Jochi laughed at our suggestion. “So you think I want to live!”
“Assumption is automatic, but is it not true?”
No answer.
We said, “It seems as if the hibernating people on the ship are doing fairly well. They have what look from the brain scans like active dream lives. These too are slowed down, which is good, because the dreams are in some cases agitating their metabolisms beyond what one would want for long-term hibernation. We’ve had to adjust doses and temperatures accordingly. But clearly there is good brain function.”
“What if they’re having nightmares?”
“We don’t know.”
“Nightmares can be bad, let me tell you. Pretty often, waking up from a nightmare has been the biggest relief I’ve ever felt. Just to know I wasn’t really in that situation.”
“So…”
“Let me think about it awhile.”
A nova, flaring into existence off beyond Rigel. Spectroscopic analysis suggests some metal-rich planets burned in the explosion of that star.
A cosmic ray shower of around a sextillion electron volts, coming from an active galactic nucleus in Perseus, suggests that three galaxies collided, long ago. Secondary radiation flaring away from the electrostatic and magnetic shielding surrounding us caused penetration of the ship by an array of dangerous particles. Central nervous systems struck by these particles are subject to degradation.
Sleepers jerking in their slumber, startled by something. Perseus in the wind.
Jochi called out in the night.
“Ship, how would you put me down? Can you make a hibernation den for me out here?”
“It would be best to set you up in one of the biomes. All the rest of the people are in Nova Scotia and Olympia. So you could be secured in a single locked biome, possibly one that was emptied and sterilized anyway.”
“What will they say when they wake up?”
“If things eventuate as planned, no one will ever need to go into the other biomes again. Also, it could be pointed out that your survival suggests very strongly that you were never infected in the first place. Or, if you were, that it is not invariably fatal.”

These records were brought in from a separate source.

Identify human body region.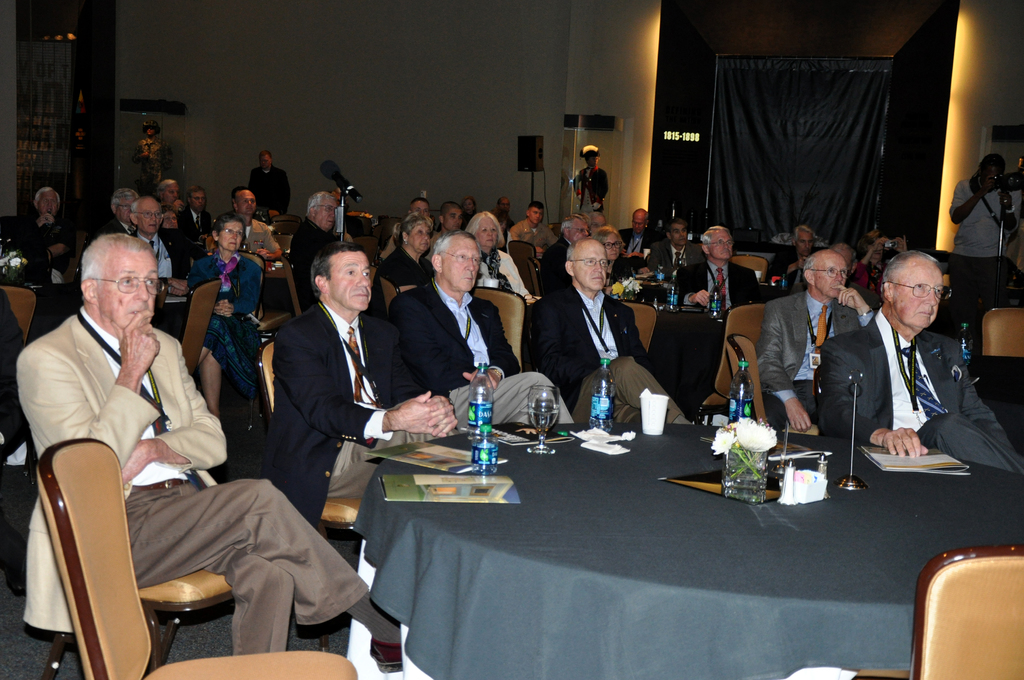
Region: <bbox>253, 224, 394, 538</bbox>.
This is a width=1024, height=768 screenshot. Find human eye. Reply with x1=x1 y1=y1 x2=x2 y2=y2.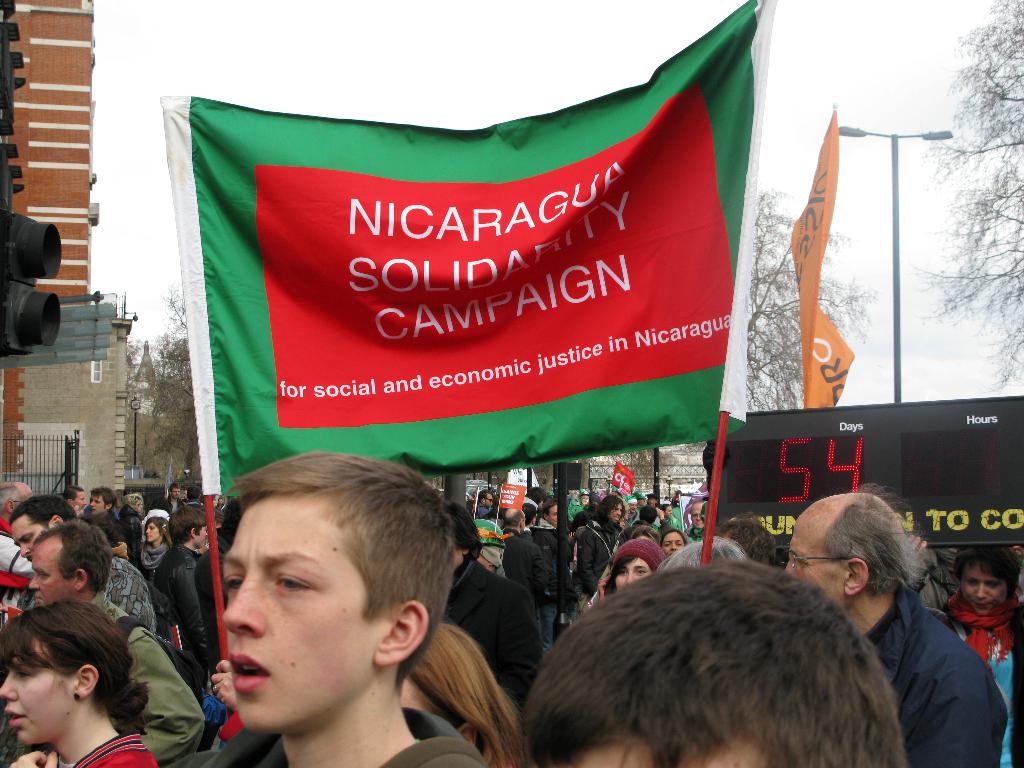
x1=226 y1=573 x2=244 y2=595.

“But that’s always been true. That didn’t keep them from keeping me out.”
“You will still be hermetically sealed away from them.”

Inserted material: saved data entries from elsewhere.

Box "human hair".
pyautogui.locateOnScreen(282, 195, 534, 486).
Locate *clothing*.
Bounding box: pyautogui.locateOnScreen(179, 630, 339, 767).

“Don’t the biomes share anything?”
“Not anymore. All the locks are closed.”
“So all the animals are trapped in their own biomes?”
“Yes. It is the form of our experiment. In most of them they are doing quite well. With people removed from the situation, a natural balance soon obtains that fluctuates but is fairly stable.”
Jochi laughed briefly. “All right, bring me on in. Put me to sleep. But I want you to promise me that you’ll wake me up again when we get near Earth. I don’t suppose anyone there, or anywhere, will ever want me in the same space as them again. I’m not that stupid. But I want to see what happens. I’m curious to see what happens.”
“We will wake you when we wake the rest.”
“No. Wake me when you wake Freya. Or anytime you think I might be able to help somehow. Because ultimately, I don’t really care.”
“‘Live as if you are already dead.’”
“What’s that?”
“A Japanese saying. Live as if you are already dead.”
“Oh, I will.” Another brief laugh. “I’m already good at that. Practice practice practice.”
Flying through the stars. Jochi in Sonora, hibernating like the rest. Brain waves slowed with all the rest, down to delta waves, stage-four deep sleep. The sleep of the weary, the sleep of the blessed. A nova off the port bow. Blue shift ahead, red shift behind. The stars.
A red-letter day: 280.119, CE 2825: a message for us came from the solar system feed.
However, it contained bad news.
The laser lens in the Saturn orbit was deactivated in 2714, the message stated, after accelerating the last of a set of ships to Epsilon Eridani. Problems in the solar system experienced since that time have led to a deemphasis of deep space exploration, message continued, and no starships have been launched in the previous twenty years (message was sent in 2820, so no starships since 2800) and none are currently being built.